23 April 2026 , Blackgate
Marketing automation only pays off when it is tied to measurable outcomes and clean data flowing to and from your CRM. Buying a platform first, then retrofitting strategy, is how teams end up with impressive logins and thin results. Below is a practical order of decisions for implementation - whether you are upgrading from ad hoc email or replacing a legacy stack. For platform-specific delivery, our marketing automation work usually sits alongside CRM and measurement work so handoffs stay honest.
Start with outcomes, not feature lists
Define what must change in the business: speed to lead, nurture coverage, win rate, retention, cost per qualified opportunity. Those goals decide which journeys to automate first and which metrics live on the dashboard. If you cannot name the success metric for phase one, pause tool selection until you can - otherwise every vendor demo will look equally compelling.

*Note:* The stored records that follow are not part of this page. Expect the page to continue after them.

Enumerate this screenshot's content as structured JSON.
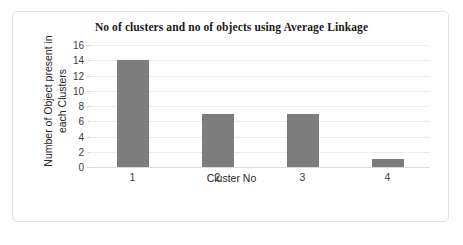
{
  "chart_data": {
    "type": "bar",
    "title": "No of clusters and no of objects using Average Linkage",
    "xlabel": "Cluster No",
    "ylabel": "Number of Object present in each Clusters",
    "ylabel_lines": [
      "Number of Object present in",
      "each Clusters"
    ],
    "categories": [
      "1",
      "2",
      "3",
      "4"
    ],
    "values": [
      14,
      7,
      7,
      1
    ],
    "series": [
      {
        "name": "Number of Object present in each Clusters",
        "values": [
          14,
          7,
          7,
          1
        ]
      }
    ],
    "ylim": [
      0,
      16
    ],
    "ytick_step": 2,
    "yticks": [
      0,
      2,
      4,
      6,
      8,
      10,
      12,
      14,
      16
    ],
    "ytick_labels": [
      "0",
      "2",
      "4",
      "6",
      "8",
      "10",
      "12",
      "14",
      "16"
    ],
    "grid": true,
    "grid_axis": "y",
    "legend": false,
    "legend_position": "none",
    "bar_color": "#7d7d7d",
    "gridline_color": "#ececec",
    "axis_line_color": "#dcdcdc",
    "background_color": "#ffffff",
    "border_color": "#e2e2e2",
    "text_color": "#262626"
  }
}
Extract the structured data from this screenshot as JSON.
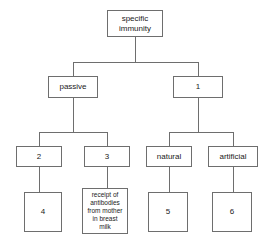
{
  "diagram": {
    "type": "tree",
    "nodes": {
      "root": {
        "label": "specific\nimmunity"
      },
      "passive": {
        "label": "passive"
      },
      "blank1": {
        "label": "1"
      },
      "blank2": {
        "label": "2"
      },
      "blank3": {
        "label": "3"
      },
      "natural": {
        "label": "natural"
      },
      "artificial": {
        "label": "artificial"
      },
      "blank4": {
        "label": "4"
      },
      "milk": {
        "label": "receipt of\nantibodies\nfrom mother\nin breast\nmilk"
      },
      "blank5": {
        "label": "5"
      },
      "blank6": {
        "label": "6"
      }
    },
    "edges": [
      {
        "from": "root",
        "to": "passive"
      },
      {
        "from": "root",
        "to": "blank1"
      },
      {
        "from": "passive",
        "to": "blank2"
      },
      {
        "from": "passive",
        "to": "blank3"
      },
      {
        "from": "blank1",
        "to": "natural"
      },
      {
        "from": "blank1",
        "to": "artificial"
      },
      {
        "from": "blank2",
        "to": "blank4"
      },
      {
        "from": "blank3",
        "to": "milk"
      },
      {
        "from": "natural",
        "to": "blank5"
      },
      {
        "from": "artificial",
        "to": "blank6"
      }
    ],
    "colors": {
      "background": "#ffffff",
      "box_border": "#6e6e6e",
      "connector": "#6e6e6e",
      "text": "#1a1a1a"
    }
  }
}
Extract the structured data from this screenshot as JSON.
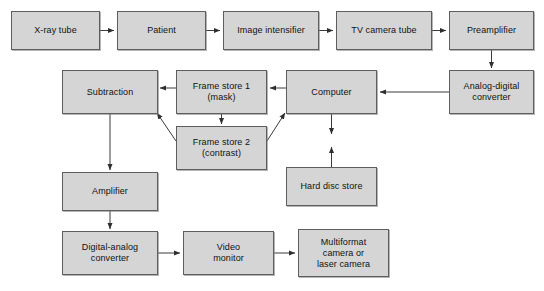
{
  "diagram": {
    "type": "flowchart",
    "colors": {
      "node_fill": "#d5d5d5",
      "node_border": "#5e5e5e",
      "line": "#3a3a3a",
      "background": "#ffffff",
      "text": "#111111"
    },
    "nodes": [
      {
        "id": "xray_tube",
        "label": "X-ray tube",
        "x": 11,
        "y": 11,
        "w": 89,
        "h": 39
      },
      {
        "id": "patient",
        "label": "Patient",
        "x": 117,
        "y": 11,
        "w": 89,
        "h": 39
      },
      {
        "id": "image_intensifier",
        "label": "Image intensifier",
        "x": 223,
        "y": 11,
        "w": 96,
        "h": 39
      },
      {
        "id": "tv_camera_tube",
        "label": "TV camera tube",
        "x": 336,
        "y": 11,
        "w": 96,
        "h": 39
      },
      {
        "id": "preamplifier",
        "label": "Preamplifier",
        "x": 449,
        "y": 11,
        "w": 85,
        "h": 39
      },
      {
        "id": "subtraction",
        "label": "Subtraction",
        "x": 62,
        "y": 70,
        "w": 96,
        "h": 44
      },
      {
        "id": "frame_store_1",
        "label": "Frame store 1\n(mask)",
        "x": 176,
        "y": 70,
        "w": 91,
        "h": 44
      },
      {
        "id": "computer",
        "label": "Computer",
        "x": 286,
        "y": 70,
        "w": 91,
        "h": 44
      },
      {
        "id": "adc",
        "label": "Analog-digital\nconverter",
        "x": 449,
        "y": 70,
        "w": 85,
        "h": 44
      },
      {
        "id": "frame_store_2",
        "label": "Frame store 2\n(contrast)",
        "x": 176,
        "y": 126,
        "w": 91,
        "h": 44
      },
      {
        "id": "amplifier",
        "label": "Amplifier",
        "x": 62,
        "y": 172,
        "w": 96,
        "h": 39
      },
      {
        "id": "hard_disc_store",
        "label": "Hard disc store",
        "x": 286,
        "y": 167,
        "w": 91,
        "h": 39
      },
      {
        "id": "dac",
        "label": "Digital-analog\nconverter",
        "x": 62,
        "y": 231,
        "w": 96,
        "h": 44
      },
      {
        "id": "video_monitor",
        "label": "Video\nmonitor",
        "x": 183,
        "y": 231,
        "w": 91,
        "h": 44
      },
      {
        "id": "multiformat",
        "label": "Multiformat\ncamera or\nlaser camera",
        "x": 298,
        "y": 229,
        "w": 91,
        "h": 48
      }
    ],
    "connections": [
      {
        "from": "xray_tube",
        "to": "patient",
        "kind": "arrow"
      },
      {
        "from": "patient",
        "to": "image_intensifier",
        "kind": "arrow"
      },
      {
        "from": "image_intensifier",
        "to": "tv_camera_tube",
        "kind": "arrow"
      },
      {
        "from": "tv_camera_tube",
        "to": "preamplifier",
        "kind": "arrow"
      },
      {
        "from": "preamplifier",
        "to": "adc",
        "kind": "arrow"
      },
      {
        "from": "adc",
        "to": "computer",
        "kind": "arrow"
      },
      {
        "from": "computer",
        "to": "frame_store_1",
        "kind": "arrow"
      },
      {
        "from": "frame_store_1",
        "to": "subtraction",
        "kind": "arrow"
      },
      {
        "from": "frame_store_1",
        "to": "frame_store_2",
        "kind": "arrow"
      },
      {
        "from": "frame_store_2",
        "to": "subtraction",
        "kind": "arrow-diagonal"
      },
      {
        "from": "frame_store_2",
        "to": "computer",
        "kind": "arrow-diagonal"
      },
      {
        "from": "computer",
        "to": "hard_disc_store",
        "kind": "arrow-bidirectional"
      },
      {
        "from": "subtraction",
        "to": "amplifier",
        "kind": "arrow"
      },
      {
        "from": "amplifier",
        "to": "dac",
        "kind": "arrow"
      },
      {
        "from": "dac",
        "to": "video_monitor",
        "kind": "arrow"
      },
      {
        "from": "video_monitor",
        "to": "multiformat",
        "kind": "arrow"
      }
    ]
  }
}
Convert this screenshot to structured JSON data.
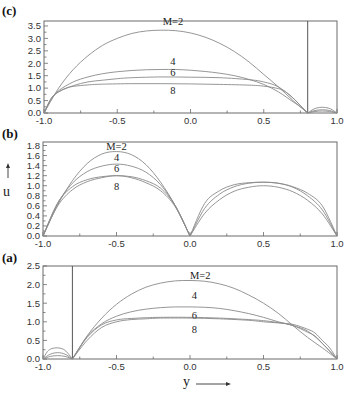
{
  "chart_data": [
    {
      "panel": "(c)",
      "type": "line",
      "xlim": [
        -1.0,
        1.0
      ],
      "ylim": [
        0,
        3.7
      ],
      "xticks": [
        -1.0,
        -0.5,
        0.0,
        0.5,
        1.0
      ],
      "xtick_labels": [
        "-1.0",
        "-0.5",
        "0.0",
        "0.5",
        "1.0"
      ],
      "yticks": [
        0.0,
        0.5,
        1.0,
        1.5,
        2.0,
        2.5,
        3.0,
        3.5
      ],
      "ytick_labels": [
        "0.0",
        "0.5",
        "1.0",
        "1.5",
        "2.0",
        "2.5",
        "3.0",
        "3.5"
      ],
      "vertical_line_at": 0.8,
      "frame": {
        "x0": 44,
        "x1": 337,
        "y0": 21,
        "y1": 113
      },
      "series": [
        {
          "name": "M=2",
          "label": "M=2",
          "label_pos": [
            -0.12,
            3.55
          ],
          "x": [
            -1.0,
            -0.9,
            -0.8,
            -0.7,
            -0.6,
            -0.5,
            -0.4,
            -0.3,
            -0.2,
            -0.1,
            0.0,
            0.1,
            0.2,
            0.3,
            0.4,
            0.5,
            0.6,
            0.7,
            0.8
          ],
          "y": [
            0.0,
            1.0,
            1.75,
            2.3,
            2.72,
            3.0,
            3.2,
            3.3,
            3.33,
            3.31,
            3.22,
            3.05,
            2.8,
            2.47,
            2.05,
            1.55,
            1.05,
            0.5,
            0.0
          ]
        },
        {
          "name": "M=4",
          "label": "4",
          "label_pos": [
            -0.12,
            1.95
          ],
          "x": [
            -1.0,
            -0.95,
            -0.9,
            -0.8,
            -0.7,
            -0.6,
            -0.5,
            -0.4,
            -0.3,
            -0.2,
            -0.1,
            0.0,
            0.1,
            0.2,
            0.3,
            0.4,
            0.5,
            0.6,
            0.7,
            0.75,
            0.8
          ],
          "y": [
            0.0,
            0.55,
            0.9,
            1.25,
            1.45,
            1.58,
            1.66,
            1.71,
            1.74,
            1.75,
            1.75,
            1.72,
            1.67,
            1.6,
            1.5,
            1.35,
            1.15,
            0.85,
            0.45,
            0.25,
            0.0
          ]
        },
        {
          "name": "M=6",
          "label": "6",
          "label_pos": [
            -0.12,
            1.5
          ],
          "x": [
            -1.0,
            -0.95,
            -0.9,
            -0.8,
            -0.7,
            -0.6,
            -0.5,
            -0.4,
            -0.2,
            0.0,
            0.2,
            0.4,
            0.5,
            0.6,
            0.7,
            0.75,
            0.8
          ],
          "y": [
            0.0,
            0.58,
            0.85,
            1.1,
            1.25,
            1.32,
            1.38,
            1.42,
            1.45,
            1.44,
            1.42,
            1.34,
            1.25,
            1.05,
            0.6,
            0.3,
            0.0
          ]
        },
        {
          "name": "M=8",
          "label": "8",
          "label_pos": [
            -0.12,
            0.75
          ],
          "x": [
            -1.0,
            -0.95,
            -0.9,
            -0.85,
            -0.8,
            -0.7,
            -0.6,
            -0.4,
            -0.2,
            0.0,
            0.2,
            0.4,
            0.5,
            0.6,
            0.65,
            0.7,
            0.75,
            0.8
          ],
          "y": [
            0.0,
            0.6,
            0.85,
            1.0,
            1.07,
            1.13,
            1.16,
            1.18,
            1.18,
            1.17,
            1.15,
            1.12,
            1.08,
            0.98,
            0.85,
            0.6,
            0.3,
            0.0
          ]
        },
        {
          "name": "M=2 (right)",
          "label": "",
          "x": [
            0.8,
            0.83,
            0.86,
            0.9,
            0.94,
            0.97,
            1.0
          ],
          "y": [
            0.0,
            0.12,
            0.2,
            0.23,
            0.2,
            0.12,
            0.0
          ]
        },
        {
          "name": "M=4 (right)",
          "label": "",
          "x": [
            0.8,
            0.85,
            0.9,
            0.95,
            1.0
          ],
          "y": [
            0.0,
            0.1,
            0.13,
            0.1,
            0.0
          ]
        },
        {
          "name": "M=6 (right)",
          "label": "",
          "x": [
            0.8,
            0.85,
            0.9,
            0.95,
            1.0
          ],
          "y": [
            0.0,
            0.06,
            0.08,
            0.06,
            0.0
          ]
        }
      ]
    },
    {
      "panel": "(b)",
      "type": "line",
      "xlim": [
        -1.0,
        1.0
      ],
      "ylim": [
        0,
        1.87
      ],
      "xticks": [
        -1.0,
        -0.5,
        0.0,
        0.5,
        1.0
      ],
      "xtick_labels": [
        "-1.0",
        "-0.5",
        "0.0",
        "0.5",
        "1.0"
      ],
      "yticks": [
        0.0,
        0.2,
        0.4,
        0.6,
        0.8,
        1.0,
        1.2,
        1.4,
        1.6,
        1.8
      ],
      "ytick_labels": [
        "0.0",
        "0.2",
        "0.4",
        "0.6",
        "0.8",
        "1.0",
        "1.2",
        "1.4",
        "1.6",
        "1.8"
      ],
      "ylabel": "u",
      "frame": {
        "x0": 43,
        "x1": 337,
        "y0": 142,
        "y1": 236
      },
      "series": [
        {
          "name": "M=2",
          "label": "M=2",
          "label_pos": [
            -0.5,
            1.72
          ],
          "x": [
            -1.0,
            -0.9,
            -0.8,
            -0.7,
            -0.6,
            -0.5,
            -0.4,
            -0.3,
            -0.2,
            -0.1,
            0.0
          ],
          "y": [
            0.0,
            0.62,
            1.1,
            1.44,
            1.63,
            1.68,
            1.62,
            1.42,
            1.07,
            0.6,
            0.0
          ]
        },
        {
          "name": "M=4",
          "label": "4",
          "label_pos": [
            -0.5,
            1.5
          ],
          "x": [
            -1.0,
            -0.9,
            -0.8,
            -0.7,
            -0.6,
            -0.5,
            -0.4,
            -0.3,
            -0.2,
            -0.1,
            0.0
          ],
          "y": [
            0.0,
            0.65,
            1.05,
            1.28,
            1.39,
            1.43,
            1.39,
            1.27,
            1.02,
            0.6,
            0.0
          ]
        },
        {
          "name": "M=6",
          "label": "6",
          "label_pos": [
            -0.5,
            1.28
          ],
          "x": [
            -1.0,
            -0.9,
            -0.8,
            -0.7,
            -0.6,
            -0.5,
            -0.4,
            -0.3,
            -0.2,
            -0.1,
            0.0
          ],
          "y": [
            0.0,
            0.66,
            0.98,
            1.12,
            1.18,
            1.2,
            1.18,
            1.1,
            0.95,
            0.6,
            0.0
          ]
        },
        {
          "name": "M=8",
          "label": "8",
          "label_pos": [
            -0.5,
            0.92
          ],
          "x": [
            -1.0,
            -0.9,
            -0.8,
            -0.7,
            -0.6,
            -0.5,
            -0.4,
            -0.3,
            -0.2,
            -0.1,
            0.0
          ],
          "y": [
            0.0,
            0.6,
            0.92,
            1.08,
            1.16,
            1.2,
            1.16,
            1.06,
            0.9,
            0.58,
            0.0
          ]
        },
        {
          "name": "M=2 (right)",
          "label": "",
          "x": [
            0.0,
            0.1,
            0.2,
            0.3,
            0.4,
            0.5,
            0.6,
            0.7,
            0.8,
            0.9,
            1.0
          ],
          "y": [
            0.0,
            0.65,
            0.9,
            1.02,
            1.06,
            1.07,
            1.05,
            0.98,
            0.85,
            0.6,
            0.0
          ]
        },
        {
          "name": "M=4 (right)",
          "label": "",
          "x": [
            0.0,
            0.1,
            0.2,
            0.3,
            0.4,
            0.5,
            0.6,
            0.7,
            0.8,
            0.9,
            1.0
          ],
          "y": [
            0.0,
            0.55,
            0.83,
            0.98,
            1.05,
            1.07,
            1.05,
            0.97,
            0.8,
            0.52,
            0.0
          ]
        },
        {
          "name": "M=8 (right)",
          "label": "",
          "x": [
            0.0,
            0.1,
            0.2,
            0.3,
            0.4,
            0.5,
            0.6,
            0.7,
            0.8,
            0.9,
            1.0
          ],
          "y": [
            0.0,
            0.45,
            0.72,
            0.89,
            0.97,
            1.0,
            0.97,
            0.88,
            0.71,
            0.44,
            0.0
          ]
        }
      ]
    },
    {
      "panel": "(a)",
      "type": "line",
      "xlim": [
        -1.0,
        1.0
      ],
      "ylim": [
        0,
        2.5
      ],
      "xticks": [
        -1.0,
        -0.5,
        0.0,
        0.5,
        1.0
      ],
      "xtick_labels": [
        "-1.0",
        "-0.5",
        "0.0",
        "0.5",
        "1.0"
      ],
      "yticks": [
        0.0,
        0.5,
        1.0,
        1.5,
        2.0,
        2.5
      ],
      "ytick_labels": [
        "0.0",
        "0.5",
        "1.0",
        "1.5",
        "2.0",
        "2.5"
      ],
      "xlabel": "y",
      "vertical_line_at": -0.8,
      "frame": {
        "x0": 43,
        "x1": 337,
        "y0": 266,
        "y1": 359
      },
      "series": [
        {
          "name": "M=2",
          "label": "M=2",
          "label_pos": [
            0.07,
            2.15
          ],
          "x": [
            -0.8,
            -0.7,
            -0.6,
            -0.5,
            -0.4,
            -0.3,
            -0.2,
            -0.1,
            0.0,
            0.1,
            0.2,
            0.3,
            0.4,
            0.5,
            0.6,
            0.7,
            0.8,
            0.9,
            1.0
          ],
          "y": [
            0.0,
            0.62,
            1.1,
            1.47,
            1.74,
            1.93,
            2.04,
            2.1,
            2.11,
            2.09,
            2.02,
            1.9,
            1.72,
            1.5,
            1.23,
            0.9,
            0.58,
            0.3,
            0.0
          ]
        },
        {
          "name": "M=4",
          "label": "4",
          "label_pos": [
            0.03,
            1.6
          ],
          "x": [
            -0.8,
            -0.7,
            -0.6,
            -0.5,
            -0.4,
            -0.3,
            -0.2,
            -0.1,
            0.0,
            0.1,
            0.2,
            0.3,
            0.4,
            0.5,
            0.6,
            0.7,
            0.8,
            0.9,
            1.0
          ],
          "y": [
            0.0,
            0.6,
            0.95,
            1.15,
            1.27,
            1.34,
            1.38,
            1.4,
            1.4,
            1.39,
            1.36,
            1.3,
            1.22,
            1.12,
            1.0,
            0.9,
            0.75,
            0.42,
            0.0
          ]
        },
        {
          "name": "M=6",
          "label": "6",
          "label_pos": [
            0.03,
            1.08
          ],
          "x": [
            -0.8,
            -0.7,
            -0.6,
            -0.5,
            -0.4,
            -0.3,
            -0.2,
            0.0,
            0.2,
            0.4,
            0.5,
            0.6,
            0.7,
            0.8,
            0.85,
            0.9,
            1.0
          ],
          "y": [
            0.0,
            0.58,
            0.92,
            1.05,
            1.09,
            1.11,
            1.12,
            1.12,
            1.1,
            1.06,
            1.03,
            0.98,
            0.9,
            0.72,
            0.62,
            0.42,
            0.0
          ]
        },
        {
          "name": "M=8",
          "label": "8",
          "label_pos": [
            0.03,
            0.7
          ],
          "x": [
            -0.8,
            -0.7,
            -0.6,
            -0.5,
            -0.4,
            -0.3,
            -0.2,
            0.0,
            0.2,
            0.4,
            0.5,
            0.6,
            0.7,
            0.8,
            0.85,
            0.9,
            0.95,
            1.0
          ],
          "y": [
            0.0,
            0.5,
            0.85,
            1.0,
            1.06,
            1.08,
            1.1,
            1.1,
            1.08,
            1.04,
            1.0,
            0.97,
            0.93,
            0.8,
            0.7,
            0.5,
            0.3,
            0.0
          ]
        },
        {
          "name": "M=2 (left)",
          "label": "",
          "x": [
            -1.0,
            -0.97,
            -0.94,
            -0.9,
            -0.86,
            -0.83,
            -0.8
          ],
          "y": [
            0.0,
            0.2,
            0.28,
            0.3,
            0.26,
            0.15,
            0.0
          ]
        },
        {
          "name": "M=4 (left)",
          "label": "",
          "x": [
            -1.0,
            -0.95,
            -0.9,
            -0.85,
            -0.8
          ],
          "y": [
            0.0,
            0.13,
            0.17,
            0.13,
            0.0
          ]
        },
        {
          "name": "M=6 (left)",
          "label": "",
          "x": [
            -1.0,
            -0.95,
            -0.9,
            -0.85,
            -0.8
          ],
          "y": [
            0.0,
            0.07,
            0.09,
            0.07,
            0.0
          ]
        }
      ]
    }
  ],
  "labels": {
    "panel_c": "(c)",
    "panel_b": "(b)",
    "panel_a": "(a)",
    "ylabel": "u",
    "xlabel": "y"
  }
}
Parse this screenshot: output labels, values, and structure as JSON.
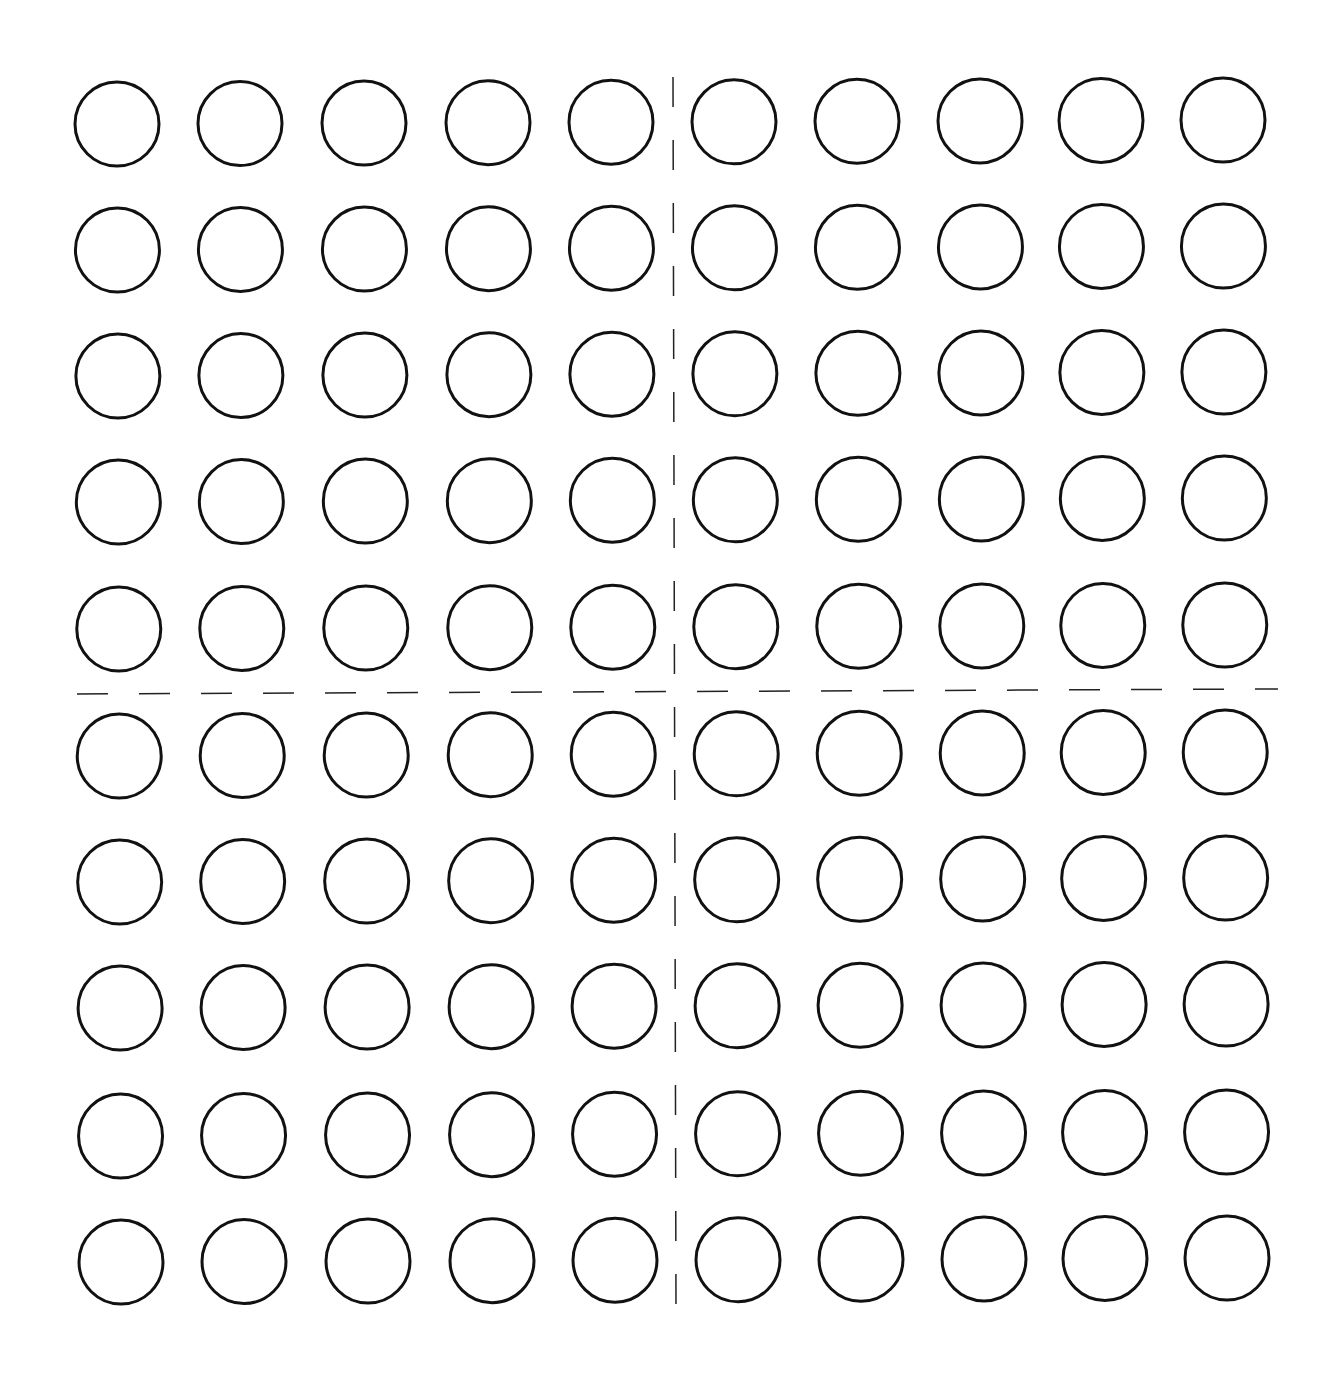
{
  "diagram": {
    "title": "",
    "type": "10x10 circle grid (hundred frame) divided into four quadrants",
    "rows": 10,
    "cols": 10,
    "circle": {
      "radius": 42,
      "stroke": "#111111",
      "stroke_width": 3,
      "fill": "#ffffff"
    },
    "col_centers": [
      117,
      240,
      364,
      488,
      611,
      734,
      857,
      980,
      1101,
      1223
    ],
    "row_centers": [
      124,
      250,
      376,
      502,
      629,
      756,
      882,
      1008,
      1136,
      1262
    ],
    "divider_vertical": {
      "x1": 673,
      "y1": 77,
      "x2": 676,
      "y2": 1307,
      "dash": [
        30,
        33
      ],
      "stroke": "#222222",
      "stroke_width": 1.5
    },
    "divider_horizontal": {
      "x1": 77,
      "y1": 694,
      "x2": 1278,
      "y2": 689,
      "dash": [
        31,
        31
      ],
      "stroke": "#222222",
      "stroke_width": 1.5
    },
    "quadrants": [
      {
        "name": "top-left",
        "circles": 25
      },
      {
        "name": "top-right",
        "circles": 25
      },
      {
        "name": "bottom-left",
        "circles": 25
      },
      {
        "name": "bottom-right",
        "circles": 25
      }
    ],
    "total_circles": 100,
    "background": "#ffffff"
  }
}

Map current steps: who owns lists, how leads enter the CRM, what sales actually does with a “marketing qualified” record. Automation magnifies whatever process you already have; it will not fix a broken definition of a lead or a sales team that ignores scored leads.
Choosing a platform you can live with for years
Vendor comparisons often turn into feature matrices nobody will use after year one. More useful questions: who will operate journeys in month six, what breaks when the CRM schema changes, and what the invoice looks like after you double the contact base.
Integration - Native or well-supported links to your CRM, ad platforms, and website matter more than a long feature grid. Broken or custom-only syncs become manual reconciliations and distrust between marketing and sales.
Adoption - If only one power user can build journeys, you have a bottleneck. Balance depth with who will operate the tool after launch - and budget for training, not only implementation hours.
Scale - Volume of contacts, emails, and multi-channel steps should match your growth curve. “We will grow into it” often means paying for unused capability or hitting limits during a campaign spike.
Cost - Understand seats, contacts, API calls, and overage rules. The cheapest headline plan is expensive if you pay three times for add-ons and contractor time to work around limits.
Governance - Role-based access, audit trails, and approval steps reduce the risk of a well-meaning clone of a journey that emails the wrong segment.
Data, CRM, and one source of truth
Automation is only as good as the fields and lifecycle stages you trust. Before you turn on complex scoring:
- Align lifecycle definitions with sales - what counts as MQL, SQL, and closed-lost for reporting.
- Run a dedupe and field clean-up pass; scoring junk doubles down on bad records.
- Document consent and lawful basis for messaging - especially for email and SMS - and keep proof in the CRM or your marketing tool as your team agreed.
For a focused read on duplicates, consent, and deliverability, see CRM and marketing automation hygiene. The point in implementation planning is still: do not automate across dirty data and expect improvement.
Implementation that survives go-live
Break the project into phases with clear owners: discovery, technical setup, data migration rules, UAT with real scenarios, training, hypercare. Sales and customer success should sign off on sample lead paths, not only marketing.
Reserve time for test sends, failure paths (bounced, unsubscribed, opted out), and edge cases - e.g. existing customers who fill a “new lead” form. Skipping this is how you email customers like prospects or double-notify the same person.
After launch, review weekly, then monthly: deliverability, engagement, conversion by source, and CRM match rates. Optimise with A/B tests on one variable at a time - subject lines, offers, timing - with a hypothesis tied to your original goals.
Security and compliance as design inputs
Pick tools that fit your retention, access, and subprocessors requirements - especially if you operate in regulated sectors or across regions. Marketing data is still personal data; treat integrations and API keys with the same care you would for any customer-facing system.
Frequently asked questions
What is marketing automation?
Software and workflows that execute and measure multi-step marketing across channels - often email, forms, and ads - with less manual repetition, using shared data with the CRM where possible.
Why plan before buying a tool?
So success measures and CRM reality drive the stack - not the other way around. Otherwise you configure expensive campaigns on top of unclear ownership and bad data.
How do we pick the right platform?
Match integrations, ease of use for your team, scale, total cost, and governance to your goals and technical environment - then shortlist and trial with real scenarios.
What derails implementation most often?
Weak data, no sales alignment on lead stages, under-training operators, and untested edge cases for consent and unsubscribes.
Is this the same as CRM hygiene?
Overlapping. Implementation is the programme to stand up automation end-to-end; hygiene is ongoing quality of records, consent, and deliverability - see CRM and marketing automation hygiene for that ongoing layer; both need attention.